MwRYum
Major
I don’t see Libya descending into the chaos and disorder that is Afghanistan and Somalia.
Libya has three major things in its favor:
The first being that it has a lot of petroleum that can be purchased and processed and will provide revenue for the nation to rebuild and prosper.
Second: It’s close proximity to Europe.
Third: The European nations will not permit Libya to slide in chaos since it would discredit its intervention there.
This is still an open-end situation, see:
The members of the Libya INC only see eye-to-eye in the issue of getting rid of Qaddafi, but haven't yet come to any solid conclusion of sort as to what's after that. By the current state of events Qaddafi have already been rendered broken and it's just a matter of time before he ended up shacked and lead to parade in front of TV camera, or as a severed head on a pike for the same. Still, what's after that? If the INC failed to transit into a functioning national government, how could you expect oil companies or foreign enterprises to return to Libya? Sure the oil companies ain't stranger to "technical expenses" to things like make "friends" with local militia or employ PMC to secure facilities, but the risk of having armed men roam around with things more potent than Kalashnikov and RPG-7, and no national army to ask for aid would be...bad, to say the least. Such risk could easily outweigh the potential earning there is, though the oil companies never have any qualm in transfer the cost to the end-user by driving up the gas price at the pump.
On the note of that, while no doubt the army under the INC finally whipped into better shape, they still in way far from being a national army. Hopefully things change towards that direction in the coming future, for Libyan's own sake.
While of course Libya's close proximity to Europe means the latter can't ignore the situation there, the European nations are the shadow of their former selves, thanks to the credit crunch that plagues just about everyone of them - essentially, none of them have the money or stomach to stick their nose out for the long run. For them the best scenario is the Libyan can sort it out themselves and then cut the lion share of spoils to them, but if the former already unreliable, the candies won't come anytime soon. Look, if the Italian finance minister have to half-beg the Chinese to buy more government bonds, think about how bad things are for them.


_Exercise prompt:_ Where does the string "span" occur in the records? Copy each line that holds it.

_Pixel coordinate grounding data:_
╔══

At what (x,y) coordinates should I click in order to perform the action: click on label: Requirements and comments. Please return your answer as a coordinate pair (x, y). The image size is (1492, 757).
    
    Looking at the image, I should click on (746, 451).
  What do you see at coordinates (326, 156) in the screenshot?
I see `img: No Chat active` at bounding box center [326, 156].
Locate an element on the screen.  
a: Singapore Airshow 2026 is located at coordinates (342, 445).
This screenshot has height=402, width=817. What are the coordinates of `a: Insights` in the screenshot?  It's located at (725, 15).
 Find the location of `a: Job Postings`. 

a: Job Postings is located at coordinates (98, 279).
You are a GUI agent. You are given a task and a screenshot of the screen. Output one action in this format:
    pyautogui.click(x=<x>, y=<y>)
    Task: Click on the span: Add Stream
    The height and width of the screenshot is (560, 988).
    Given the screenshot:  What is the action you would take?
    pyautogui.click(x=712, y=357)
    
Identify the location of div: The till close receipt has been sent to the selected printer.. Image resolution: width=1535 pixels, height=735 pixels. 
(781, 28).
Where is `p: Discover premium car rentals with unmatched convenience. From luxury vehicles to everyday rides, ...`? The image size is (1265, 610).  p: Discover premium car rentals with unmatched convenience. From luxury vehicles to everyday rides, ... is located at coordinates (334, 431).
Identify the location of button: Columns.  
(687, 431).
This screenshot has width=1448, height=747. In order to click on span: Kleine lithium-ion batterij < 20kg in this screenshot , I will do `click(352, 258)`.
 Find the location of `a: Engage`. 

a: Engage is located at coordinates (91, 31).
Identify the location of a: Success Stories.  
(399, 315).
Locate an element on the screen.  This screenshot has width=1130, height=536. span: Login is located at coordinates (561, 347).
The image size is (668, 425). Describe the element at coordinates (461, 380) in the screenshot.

╚══

_Task answer:_
    Task: Click on the span: Add Stream
This screenshot has width=1448, height=747. In order to click on span: Kleine lithium-ion batterij < 20kg in this screenshot , I will do `click(352, 258)`.
Locate an element on the screen.  This screenshot has width=1130, height=536. span: Login is located at coordinates (561, 347).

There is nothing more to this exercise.